Blacks Are Not Helped by Government Policies: They're Hurt
by Archie M. Richards, Jr., CFP®
October 24, 2005
During a recent speech of mine, a member of the audience challenged my assertion that big-government policies have hurt blacks more than they've helped. My response was inadequate. Here's what I should have said:
The Davis-Bacon Act was enacted in the 1930s specifically to give whites preference over blacks in obtaining high-paid, unionized construction jobs. Outrageously, the law remains in effect.
Minimum Wage Laws make it especially difficult for black men in central cities to obtain jobs. Economist Milton Friedman calls minimum wages "the most racist laws on the books."
Welfare: Until the mid-1990s, welfare laws provided living wages to mothers. But the mothers were required not to work and not to marry an employed man. Millions of children therefore grew up without fathers in an environment of dependency.
War Against Poverty: In an effort to wipe out poverty, the federal government since 1964 has poured something like $8 trillion into U.S. central cities. The effort has failed. The poor would be better off if the money had not been pried from the hands of taxpayers in the first place.
Dependency: Government welfare subsidizes and reinforces failure. It prevents recipients from overcoming challenges on their own, which many would succeed in doing. President Lyndon Johnson chose Detroit as a showcase for the anticipated successes of the War Against Poverty. Yet among U.S. cities today, Detroit has especially high levels of fatherless families, crime, and unemployment.
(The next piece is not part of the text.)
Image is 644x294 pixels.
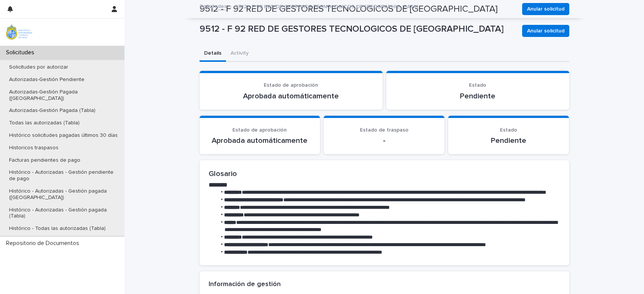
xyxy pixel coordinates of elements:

Low-Income Housing divides a city in two by attracting people who need employment and repelling those who provide it.
Rent Control (especially in New York City): In a rent-controlled apartment, the rent is kept low as long as the tenant remains. When he moves out, the rent moves up to the free-market level. Many prosperous people, leading stable lives, arrange to stay in rent-controlled apartments for years, paying low rents. Central-city blacks, who move frequently, suffer high rents. In fact the market rates are especially high, because rent control suppresses the housing supply.
Zoning prevents blacks from selling products and providing services on city streets. This deprives them of a source of legal income.
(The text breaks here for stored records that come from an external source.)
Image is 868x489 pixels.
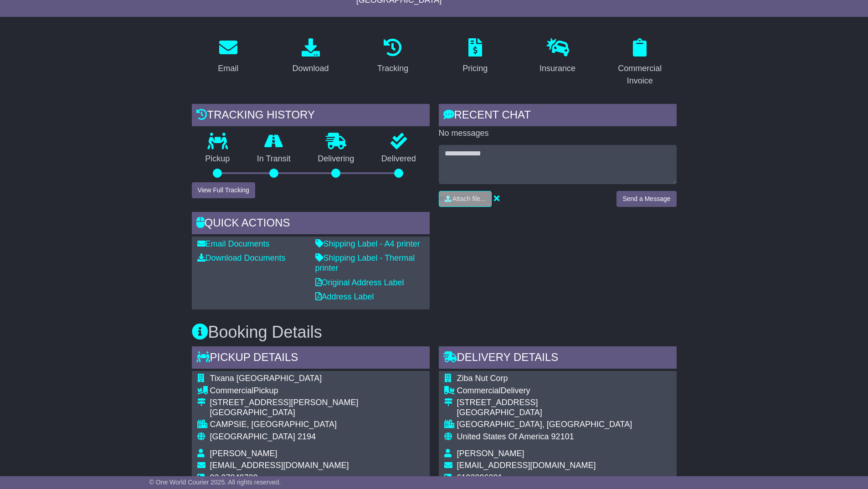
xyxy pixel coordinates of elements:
a: Address Label [315,292,374,301]
div: Delivery [456,386,632,396]
div: CAMPSIE, [GEOGRAPHIC_DATA] [210,419,359,429]
button: View Full Tracking [192,182,256,198]
a: Shipping Label - A4 printer [315,239,420,248]
span: [EMAIL_ADDRESS][DOMAIN_NAME] [456,460,596,469]
div: Email [218,63,239,75]
div: Quick Actions [192,212,430,237]
div: Pricing [462,63,487,75]
span: Ziba Nut Corp [456,374,508,383]
a: Shipping Label - Thermal printer [315,253,415,272]
span: [PERSON_NAME] [210,448,277,457]
p: Pickup [192,154,244,164]
span: [GEOGRAPHIC_DATA] [210,431,295,440]
div: [GEOGRAPHIC_DATA] [210,408,359,417]
h3: Booking Details [192,323,676,341]
a: Original Address Label [315,277,404,287]
span: Commercial [456,386,500,395]
div: Insurance [539,63,576,75]
a: Pricing [456,35,493,78]
a: Download [286,35,334,78]
p: Delivered [368,154,430,164]
div: RECENT CHAT [438,103,676,128]
div: [GEOGRAPHIC_DATA], [GEOGRAPHIC_DATA] [456,419,632,429]
span: 92101 [551,431,574,440]
button: Send a Message [616,191,676,207]
p: Delivering [304,154,368,164]
span: 02 97849700 [210,472,258,482]
a: Download Documents [197,253,285,262]
a: Email Documents [197,239,269,248]
span: Commercial [210,386,254,395]
span: [PERSON_NAME] [456,448,524,457]
span: 2194 [297,431,315,440]
div: Commercial Invoice [608,63,670,86]
div: Download [292,63,328,75]
span: © One World Courier 2025. All rights reserved. [149,478,281,485]
span: Tixana [GEOGRAPHIC_DATA] [210,374,322,383]
p: In Transit [244,154,304,164]
span: 6192096001 [456,472,502,482]
a: Commercial Invoice [603,35,676,90]
span: United States Of America [456,431,549,440]
div: Pickup [210,386,359,396]
a: Insurance [533,35,582,78]
p: No messages [438,128,676,138]
a: Tracking [371,35,414,78]
div: Delivery Details [438,346,676,371]
div: [GEOGRAPHIC_DATA] [456,408,632,417]
span: [EMAIL_ADDRESS][DOMAIN_NAME] [210,460,349,469]
div: Tracking history [192,103,430,128]
div: Pickup Details [192,346,430,371]
div: Tracking [377,63,408,75]
div: [STREET_ADDRESS][PERSON_NAME] [210,398,359,408]
a: Email [212,35,245,78]
div: [STREET_ADDRESS] [456,398,632,408]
Criminalization of Drugs: Medically, drugs are less hurtful than alcohol. But while entrepreneurs who sell alcohol are free to proceed, entrepreneurs who sell drugs - many of them black - are jailed, often for decades.
Violence: The suppliers of legal products resolve their disagreements peacefully in court. But the suppliers of illegal products, like drugs, cannot do so, because both contestants would be imprisoned. Instead, the disagreements are resolved by force. Also, drug's criminalization raises the prices, increasing the number of robberies to satisfy addictions. The criminalization of drugs is the most important cause of violence in America - especially in black communities. It's also causing civil war in Colombia and may do so in Afghanistan, providing havens to terrorists.
Gambling: The numbers racket, which used to be prevalent in black areas, is illegal. But government-sponsored lotteries, whose odds are far less favorable, have increased gambling addiction tremendously, especially among the poor.
Licensing Laws prevent blacks from competing with whites. For example, many blacks can't call themselves hairdressers unless they undergo long and expensive licensing courses. But generally, the blacks only want to braid black hair, a skill the courses do not teach.
Affirmative Action brings to good colleges black students who are not prepared for the intellectual rigors. Many such students drop out, considering themselves to be failures.
Education: Far too many children, especially in the central cities, discontinue their schooling before learning to read. The cities of New Jersey, for example, spend approximately $12,000 per student per year - highest in the nation. Yet New Jersey's public schools are poor. If governments instead provided vouchers, enabling parents to send their children to any school, the competition would force government schools to improve. Campaign contributions by teachers unions have prevented this inventive policy from being passed.
Many of the above laws were passed with good intentions. But as to most big-government policies, the actual, long-term results are opposite to the intended results. The most racist aspect of American life today is its laws.